Just Having Standards Isn’t Enough — Study Finds Teachers Use High-Quality Curricula in States That Actively Promote Them

Beth Hawkins:

The number of teachers using curriculum aligned to academic standards has ticked up since 2019, rising more quickly in states that have adopted policies incentivizing the use of high-quality materials than in others, according to a new report from the RAND Corp. Teachers are much more likely to use standards-aligned math curriculum than English language arts, and more likely to use it in elementary and middle school grades than high school, researchers found

The results buoy a four-year-old effort by 13 states to push teachers to use higher-quality classroom materials. States belonging to the network, organized by the Council of Chief State School Officers, generally saw quicker adoption of curricula vetted for quality by the nonprofit ratings group EdReports

By incentivizing the use of better materials, members of the network hope to influence what is taught, by extension increasing students’ academic achievement. Past research has shown that the mere existence of academic standards has little effect on what happens in classrooms, but early efforts to promote the use of curriculum that conforms to expectations of what students should know at any particular grade level appear promising. 

Just 22 percent of a nationally representative sample of high school teachers surveyed in spring 2021 as a part of RAND’s American Instructional Resources Survey reported using aligned math and reading materials, with more than 70 percent using no curriculum at all or materials that did not conform to state academic standards or were unrated.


ASSIGNMENT: From the first line of the data through the line containing "Image is 868x437 pixels.", transcribe each line exactly. Pictures do not belong in the copy.

Data records:
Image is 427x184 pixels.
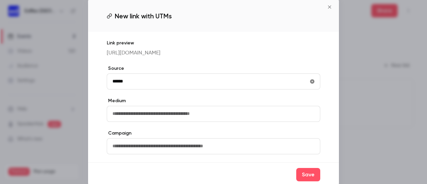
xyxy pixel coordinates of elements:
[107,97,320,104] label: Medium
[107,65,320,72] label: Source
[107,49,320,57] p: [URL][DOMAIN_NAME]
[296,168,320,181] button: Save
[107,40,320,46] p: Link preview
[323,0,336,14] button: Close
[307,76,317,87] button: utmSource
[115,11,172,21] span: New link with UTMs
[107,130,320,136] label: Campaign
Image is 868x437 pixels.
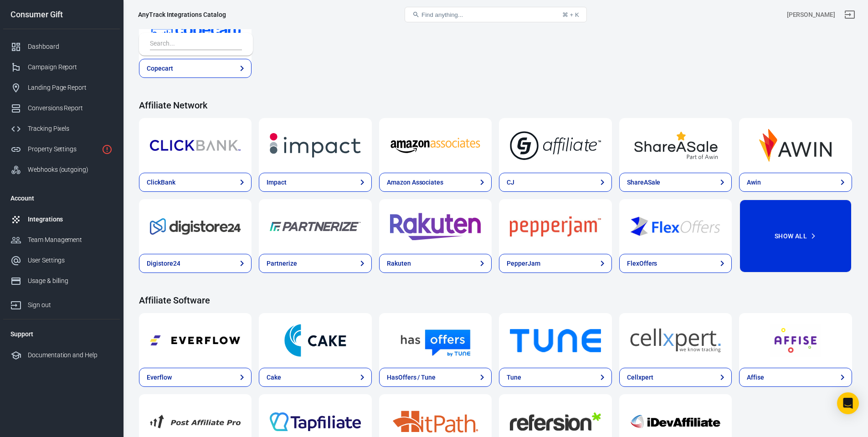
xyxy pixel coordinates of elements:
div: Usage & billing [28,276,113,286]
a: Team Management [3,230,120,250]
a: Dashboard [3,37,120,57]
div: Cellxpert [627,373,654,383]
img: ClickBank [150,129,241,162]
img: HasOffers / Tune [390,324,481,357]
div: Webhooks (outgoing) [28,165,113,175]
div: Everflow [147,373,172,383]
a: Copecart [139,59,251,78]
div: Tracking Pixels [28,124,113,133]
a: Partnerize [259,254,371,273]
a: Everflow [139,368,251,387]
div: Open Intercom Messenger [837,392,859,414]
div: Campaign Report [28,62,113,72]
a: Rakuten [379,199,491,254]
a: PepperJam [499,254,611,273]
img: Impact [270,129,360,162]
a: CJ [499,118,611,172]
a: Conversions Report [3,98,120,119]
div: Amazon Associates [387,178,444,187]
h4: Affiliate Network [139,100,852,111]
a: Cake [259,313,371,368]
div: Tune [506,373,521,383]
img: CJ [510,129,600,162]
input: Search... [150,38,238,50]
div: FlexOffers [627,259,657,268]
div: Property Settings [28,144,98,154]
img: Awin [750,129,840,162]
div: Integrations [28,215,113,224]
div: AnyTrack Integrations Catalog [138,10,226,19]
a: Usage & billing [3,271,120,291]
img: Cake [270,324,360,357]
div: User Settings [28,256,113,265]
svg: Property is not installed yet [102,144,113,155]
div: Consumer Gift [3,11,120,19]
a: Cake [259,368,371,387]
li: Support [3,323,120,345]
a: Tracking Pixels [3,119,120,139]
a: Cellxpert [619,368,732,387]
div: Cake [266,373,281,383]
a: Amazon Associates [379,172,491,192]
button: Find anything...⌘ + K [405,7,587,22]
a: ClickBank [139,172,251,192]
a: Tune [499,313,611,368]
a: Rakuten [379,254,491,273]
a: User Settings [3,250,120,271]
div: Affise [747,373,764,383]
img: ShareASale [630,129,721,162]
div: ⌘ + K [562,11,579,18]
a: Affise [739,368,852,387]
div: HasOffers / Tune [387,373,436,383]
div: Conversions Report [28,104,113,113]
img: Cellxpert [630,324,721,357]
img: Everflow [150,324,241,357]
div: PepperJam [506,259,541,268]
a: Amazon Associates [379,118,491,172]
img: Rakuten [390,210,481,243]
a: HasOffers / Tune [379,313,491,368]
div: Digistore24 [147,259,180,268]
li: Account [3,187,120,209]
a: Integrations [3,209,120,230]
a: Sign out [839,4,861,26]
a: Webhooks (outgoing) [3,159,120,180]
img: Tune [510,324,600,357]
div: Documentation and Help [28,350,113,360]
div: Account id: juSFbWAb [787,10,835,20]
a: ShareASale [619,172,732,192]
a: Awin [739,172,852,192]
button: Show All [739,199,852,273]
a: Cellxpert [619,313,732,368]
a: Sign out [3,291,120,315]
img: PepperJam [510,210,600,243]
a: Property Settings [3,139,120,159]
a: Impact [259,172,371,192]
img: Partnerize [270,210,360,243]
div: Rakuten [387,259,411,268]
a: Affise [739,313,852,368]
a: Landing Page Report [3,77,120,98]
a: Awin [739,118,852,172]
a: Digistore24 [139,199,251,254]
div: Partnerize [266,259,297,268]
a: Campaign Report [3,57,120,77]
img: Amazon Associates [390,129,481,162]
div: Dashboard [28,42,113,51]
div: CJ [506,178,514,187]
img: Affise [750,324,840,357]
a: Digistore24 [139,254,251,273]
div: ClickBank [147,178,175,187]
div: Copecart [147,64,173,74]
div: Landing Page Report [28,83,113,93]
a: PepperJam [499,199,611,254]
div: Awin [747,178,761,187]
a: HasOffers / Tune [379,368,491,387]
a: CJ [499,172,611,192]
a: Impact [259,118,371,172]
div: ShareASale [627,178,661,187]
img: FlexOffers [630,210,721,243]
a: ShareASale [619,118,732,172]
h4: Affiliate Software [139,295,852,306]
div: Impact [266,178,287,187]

TASK RESPONSE:
Image is 427x184 pixels.
xyxy pixel coordinates of elements:
[107,97,320,104] label: Medium
[107,65,320,72] label: Source
[107,49,320,57] p: [URL][DOMAIN_NAME]
[296,168,320,181] button: Save
[107,40,320,46] p: Link preview
[323,0,336,14] button: Close
[307,76,317,87] button: utmSource
[115,11,172,21] span: New link with UTMs
[107,130,320,136] label: Campaign
Image is 868x437 pixels.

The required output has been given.